The Fournier Register is a set of records from the inquisition into heresy run by Jacques Fournier, Bishop of Pamiers between 1318 and 1325. Fournier was later to become Pope Benedict XII.
Fournier interrogated hundreds of individuals and had transcripts recorded of each interrogation. Fournier also demanded a great deal of detail from those appearing before him. Most of those he interviewed were local peasants and the Fournier register is thus one of the most detailed records of life among medieval peasants. The records have thus frequently been the focus of scholars, most notably Emmanuel Le Roy Ladurie whose pioneering work of microhistory Montaillou is largely based on the material in the register.
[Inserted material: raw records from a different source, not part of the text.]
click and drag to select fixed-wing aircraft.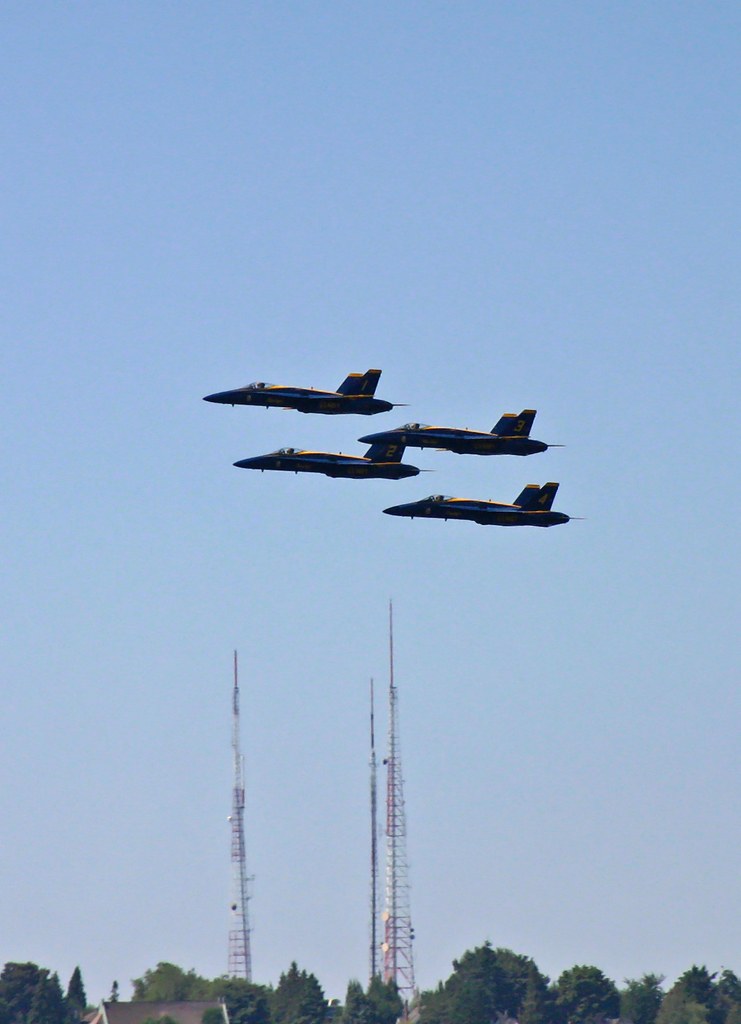
Selection: detection(382, 483, 580, 525).
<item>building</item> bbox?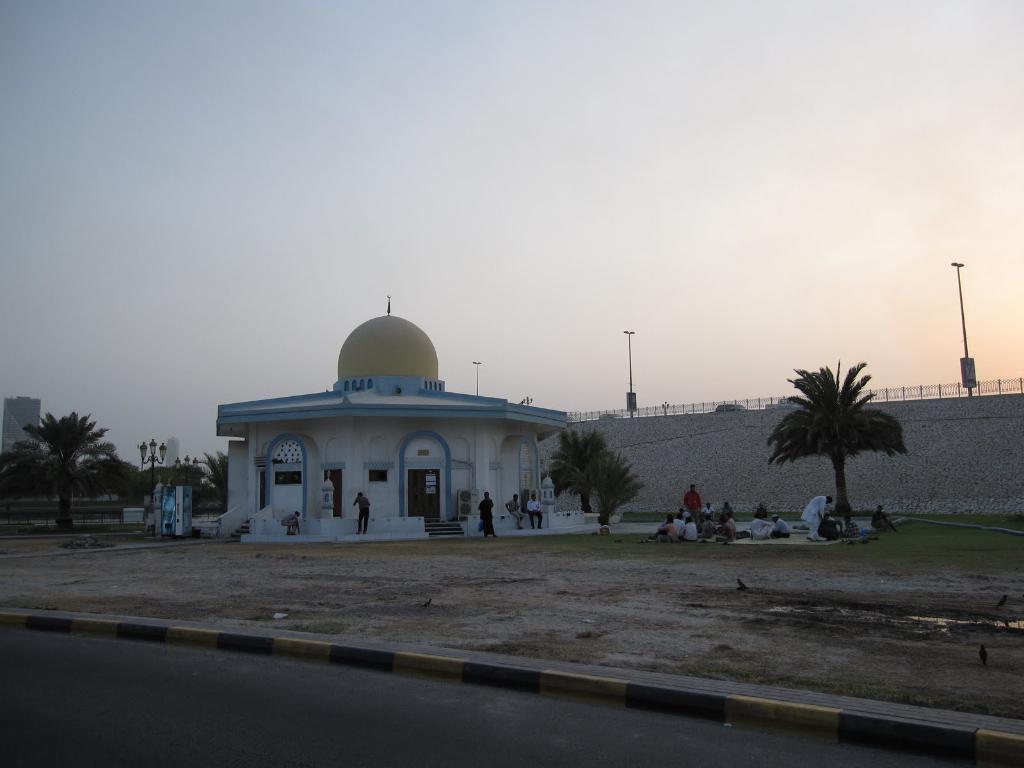
left=0, top=396, right=44, bottom=461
Prior to Bishop Fournier the local authorities had done little to pursue local heretics, and the region was one of the last areas of France to be home to a significant number of Cathars. Fournier began a rigorous hunt for heretics upon his appointment and set up the new court at Pamiers. He personally supervised almost all of his operations. Fournier only very rarely turned to torture to extract information, and when he did so it was generally under explicit orders from his superiors. The great bulk of his interrogations relied on Fournier's verbal skill at drawing out answers. Ladurie reports the court as conducting 578 interrogations in the 370 days it was in operation.
The severest sentence was to be burnt at the stake, but this was rare, with this inquisition only sentencing five heretics to this fate. More common was to be imprisoned for a time or to be forced to wear a yellow cross on one's back. Other punishments included forced pilgrimages and confiscation of property.
The record was assembled in three stages:
The process also involved translating the dialogue from the local Occitan to the Latin of the Church.
Even though the main focus of Fournier's inquisition work was to find Cathars, he was occasionally confronted with skeptics and nonbelievers.
In 1318, Fournier interrogated Aude from the village of Merviel. Aude had initially expressed doubts about the transubstantiation, and had subsequently also discussed her nonbelief in the existence of God with her husband and aunt. To her husband she said:"Sir, how is it possible that I cannot believe in our Lord?"[1]
And she asked her aunt:"Aunt, what might I do to believe in God, and to believe that the body of Christ is really on the altar?"[2]
Another woman, Guillemette of Ornolac, was brought in for interrogation because she doubted the existence of the soul. She expressed the opinion that what is referred to as the "soul" is nothing more than blood and that death is final. When Fournier asked her if anyone had taught her these ideas, she answered:"No, I thought it over and believed it myself."[3]
Both women were sentenced to wear a double yellow cross on their backs for the rest of their lives.[4]
An even more outspoken villager who was called in for questioning by Fournier, was Raimond de l'Aire. Witnesses had heard him say that "God never made the world, that the world had always existed, that the resurrection was a myth, that the Eucharist was nothing more than bread and wine, that the rituals of the priests meant nothing, and that he gave to the poor not for his soul but so that others would see him as a good man."[5]
A witness told Fournier that Raimond deserved to be put to death for saying that Christ was not created through divine intervention, but "just through screwing, like everybody else.".[6] Fournier's records however do not mention whether or not Raimond was sentenced to die.
After his time in Pamiers, Fournier was rapidly promoted through the ranks of the church eventually rising to Pope as Benedict XII in 1334. The register followed him and was placed in the Vatican Library where it remains to this day. Complete editions of it have been recently published in Latin and in French, but only portions have been translated into English.